The federal government’s notification with respect to transferring the administrative control of five regulatory authorities to their relevant ministries was on Monday challenged in the Sindh High Court (SHC).
Petitioner Wahab Baloch submitted in the petition that the federal government through its notification, issued on December 19, ordered shifting the administrative control of five autonomous and independent regulatory bodies.
The bodies included the National Electric Power Regulatory Authority (Nepra), Oil and Gas Regulatory Authority (Ogra), Pakistan Telecommunication Authority (PTA), Public Procurement Regulatory Authority (PPRA) and Frequency Allocation Board (FAB) to the concerned ministries whose activities and functions were supposed to monitor and regulate under the law.
He submitted that the statutory regulatory bodies were established to promote fair competition and investment in their respective fields and protect the public interest and rights of the consumers.
The petition further maintained that they were meant to be autonomous and free from political influences, unbridled bureaucratic and direct governmental control.
He submitted that pursuant to Article 153 of the constitution, a Council of Common Interest (CCI) was established and Article 154 (1), as amended, provided that the council shall formulate and regulate policies in relation to matters in part II of the federal legislative list and shall exercise supervision and control over related institutions.
He submitted that under part II of the federal legislative list enumerated in the fourth schedule of the constitution, entries 2, 3 and 4 related to gas, petroleum and electricity and were matters exclusively to be controlled and regulated by the CCI, while entry No.6 left no doubt about the control and supervision of the aforementioned regulatory bodies.
It had already been stipulated through the laws that all regulatory authorities established under a federal law shall be under the domain of the CCI in relation to formulation of their policies and exercise of control and supervision thereof.
The petitioner submitted that the constitutional mandate had clearly been violated through the impugned actions of the cabinet division’s notification purporting to give the statutory regulatory bodies under the control and supervision of the ministries and, therefore, were without any lawful authority and as such were of no legal effect.
Baloch further submitted that the government through its ministry of petroleum had also allowed the compressed natural gas stations’ retailers to fix their own prices rather than fixing the selling prices, hitherto fixed by the regulatory body.
He apprehended that the same would be the case for electricity, domestic gas supplies and telephone services, while the ordinary consumer would be left at the mercy of big business concerns and multinational companies to make an undue and unjustified profit out of, without being accountable or subjected to regulatory control.

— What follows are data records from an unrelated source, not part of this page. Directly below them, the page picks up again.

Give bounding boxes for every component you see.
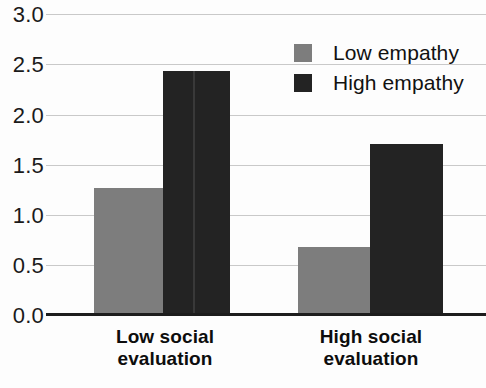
category-label-high-social-line2: evaluation [286, 348, 456, 370]
y-tick-label-0-0: 0.0 [0, 303, 44, 329]
category-label-low-social-evaluation: Low social evaluation [80, 326, 250, 370]
category-label-high-social-evaluation: High social evaluation [286, 326, 456, 370]
bar-chart: 3.0 2.5 2.0 1.5 1.0 0.5 0.0 Low empathy … [0, 0, 486, 388]
bar-low-empathy-high-social [298, 247, 370, 315]
x-axis-line [46, 313, 486, 316]
y-tick-label-0-5: 0.5 [0, 253, 44, 279]
category-label-high-social-line1: High social [286, 326, 456, 348]
bar-high-empathy-low-social [163, 71, 230, 315]
y-tick-label-2-0: 2.0 [0, 103, 44, 129]
legend-label-low-empathy: Low empathy [333, 41, 459, 65]
legend-item-low-empathy: Low empathy [294, 38, 464, 68]
category-label-low-social-line1: Low social [80, 326, 250, 348]
legend-swatch-low-empathy-icon [294, 44, 312, 62]
scan-artifact [193, 71, 195, 315]
legend-item-high-empathy: High empathy [294, 68, 464, 98]
legend-swatch-high-empathy-icon [294, 74, 312, 92]
gridline-3-0 [46, 14, 486, 15]
y-tick-label-3-0: 3.0 [0, 2, 44, 28]
legend: Low empathy High empathy [294, 38, 464, 98]
gridline-2-0 [46, 115, 486, 116]
y-tick-label-1-5: 1.5 [0, 153, 44, 179]
category-label-low-social-line2: evaluation [80, 348, 250, 370]
y-tick-label-2-5: 2.5 [0, 52, 44, 78]
bar-high-empathy-high-social [370, 144, 443, 315]
bar-low-empathy-low-social [94, 188, 163, 315]
legend-label-high-empathy: High empathy [333, 71, 464, 95]
y-tick-label-1-0: 1.0 [0, 203, 44, 229]
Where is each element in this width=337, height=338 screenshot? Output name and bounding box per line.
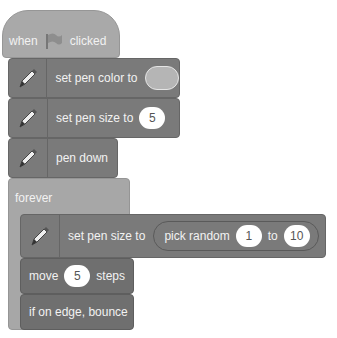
- clicked-label: clicked: [70, 34, 107, 48]
- pen-icon: [16, 66, 40, 90]
- pen-size-input[interactable]: 5: [139, 107, 165, 129]
- pen-extension-icon-cell: [9, 59, 47, 97]
- set-pen-color-label: set pen color to: [55, 71, 137, 85]
- random-from-input[interactable]: 1: [236, 225, 262, 247]
- move-steps-block[interactable]: move 5 steps: [20, 258, 134, 294]
- when-label: when: [9, 34, 38, 48]
- pen-extension-icon-cell: [9, 139, 48, 177]
- set-pen-color-block[interactable]: set pen color to: [8, 58, 180, 98]
- pen-icon: [16, 146, 40, 170]
- bounce-label: if on edge, bounce: [29, 305, 128, 319]
- if-on-edge-bounce-block[interactable]: if on edge, bounce: [20, 294, 134, 330]
- pick-random-reporter[interactable]: pick random 1 to 10: [153, 221, 318, 251]
- pen-color-swatch[interactable]: [145, 66, 179, 90]
- random-to-input[interactable]: 10: [284, 225, 310, 247]
- pen-extension-icon-cell: [21, 215, 60, 257]
- forever-label: forever: [15, 191, 52, 205]
- green-flag-icon: [44, 32, 64, 50]
- move-label: move: [29, 269, 58, 283]
- inner-set-pen-size-label: set pen size to: [68, 229, 145, 243]
- set-pen-size-label: set pen size to: [56, 111, 133, 125]
- pen-extension-icon-cell: [9, 99, 48, 137]
- pen-down-block[interactable]: pen down: [8, 138, 118, 178]
- pen-icon: [16, 106, 40, 130]
- pen-icon: [28, 224, 52, 248]
- inner-set-pen-size-block[interactable]: set pen size to pick random 1 to 10: [20, 214, 326, 258]
- pick-random-label: pick random: [164, 229, 229, 243]
- set-pen-size-block[interactable]: set pen size to 5: [8, 98, 180, 138]
- steps-input[interactable]: 5: [64, 265, 90, 287]
- to-label: to: [268, 229, 278, 243]
- pen-down-label: pen down: [56, 151, 108, 165]
- when-flag-clicked-block[interactable]: when clicked: [2, 10, 120, 58]
- steps-label: steps: [96, 269, 125, 283]
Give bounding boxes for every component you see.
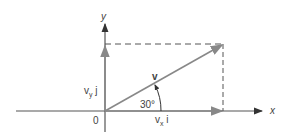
vy-label: vy j [84,86,98,98]
y-axis-label: y [101,12,106,22]
vector-diagram [0,0,290,136]
vector-v [105,45,222,111]
vx-label: vx i [155,115,169,127]
x-axis-label: x [270,106,275,116]
angle-label: 30° [140,100,155,110]
vector-label: v [152,72,158,82]
angle-arc [155,85,161,111]
origin-label: 0 [93,116,99,126]
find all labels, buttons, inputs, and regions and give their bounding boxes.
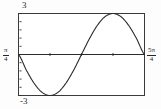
plot-frame xyxy=(18,13,145,96)
y-axis-min-label: -3 xyxy=(20,97,28,106)
y-axis-max-label: 3 xyxy=(22,1,27,10)
fraction-numerator: π xyxy=(3,47,9,54)
x-axis-max-label: 5π 4 xyxy=(147,46,156,64)
fraction-denominator: 4 xyxy=(3,56,9,63)
graph-screenshot: 3 -3 π 4 5π 4 xyxy=(0,0,161,109)
fraction-5pi-over-4: 5π 4 xyxy=(147,47,156,64)
x-axis-min-label: π 4 xyxy=(3,46,9,64)
fraction-pi-over-4: π 4 xyxy=(3,47,9,64)
fraction-numerator: 5π xyxy=(147,47,156,54)
fraction-denominator: 4 xyxy=(147,56,156,63)
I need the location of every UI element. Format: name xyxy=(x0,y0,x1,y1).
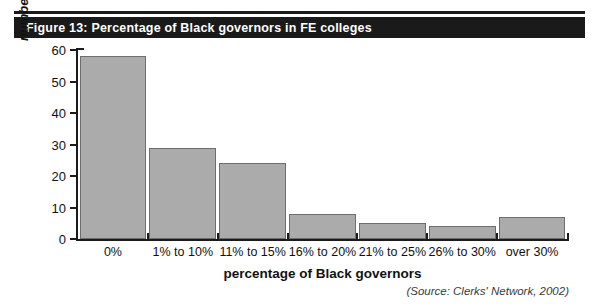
x-axis-line xyxy=(76,239,569,241)
y-axis-tick xyxy=(70,112,78,114)
x-axis-tick xyxy=(147,233,149,241)
bar-16-to-20- xyxy=(289,214,356,239)
x-axis-tick-label: 0% xyxy=(104,245,122,259)
y-axis-tick-label: 60 xyxy=(52,44,66,57)
x-axis-tick xyxy=(217,233,219,241)
x-axis-tick-label: 1% to 10% xyxy=(153,245,213,259)
x-axis-right-cap xyxy=(567,233,569,241)
y-axis-tick-label: 30 xyxy=(52,138,66,151)
bar-0- xyxy=(80,56,147,239)
bar-21-to-25- xyxy=(359,223,426,239)
plot-area xyxy=(78,50,567,239)
x-axis-tick-label: over 30% xyxy=(506,245,559,259)
y-axis-tick-label: 0 xyxy=(59,233,66,246)
bar-over-30- xyxy=(499,217,566,239)
y-axis-tick-label: 40 xyxy=(52,107,66,120)
bar-11-to-15- xyxy=(219,163,286,239)
bar-26-to-30- xyxy=(429,226,496,239)
y-axis-tick xyxy=(70,49,78,51)
y-axis-tick-label: 50 xyxy=(52,75,66,88)
figure-title-band: Figure 13: Percentage of Black governors… xyxy=(14,17,585,38)
figure-title: Figure 13: Percentage of Black governors… xyxy=(26,21,372,35)
y-axis-title: number of colleges xyxy=(10,0,36,76)
y-axis-tick xyxy=(70,175,78,177)
y-axis-tick xyxy=(70,207,78,209)
x-axis-tick xyxy=(496,233,498,241)
bar-1-to-10- xyxy=(149,148,216,239)
x-axis-tick-label: 26% to 30% xyxy=(428,245,495,259)
y-axis-tick xyxy=(70,144,78,146)
x-axis-tick xyxy=(426,233,428,241)
figure-container: Figure 13: Percentage of Black governors… xyxy=(0,0,597,306)
x-axis-title: percentage of Black governors xyxy=(78,266,567,281)
y-axis-tick xyxy=(70,81,78,83)
x-axis-tick-label: 16% to 20% xyxy=(289,245,356,259)
source-note: (Source: Clerks' Network, 2002) xyxy=(406,285,569,297)
y-axis-tick-label: 20 xyxy=(52,170,66,183)
x-axis-tick xyxy=(287,233,289,241)
top-rule xyxy=(14,11,585,14)
x-axis-tick-label: 11% to 15% xyxy=(219,245,285,259)
y-axis-tick-label: 10 xyxy=(52,201,66,214)
x-axis-tick xyxy=(356,233,358,241)
x-axis-tick-label: 21% to 25% xyxy=(359,245,426,259)
y-axis-tick xyxy=(70,238,78,240)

Thus, the very object of establishing these regulatory authorities stood defeated.
He mentioned that as a result of such de-regulation, owners of CNG stations in Sindh had already increased their prices by almost Rs4 per kilogram, leaving public transport users to bear the brunt of this unlawful increase and arbitrary fixation of prices with no overview by the regulator - OGRA - because of the direct and unconstitutional blow of the federal government’s cabinet division.
No less than 70 percent of the public transport used CNG in Karachi only, and the detrimental effect on the daily lives of ordinary citizens could very well be imagined.
The court was requested to declare the impugned notification regarding transferring the administrative control of the regulatory authorities as unlawful as it violated the constitutional provisions.
Besides the notification allowing the CNG retailers to fix their selling prices rather than OGRA may also be declared unconstitutional and ultravires of the law.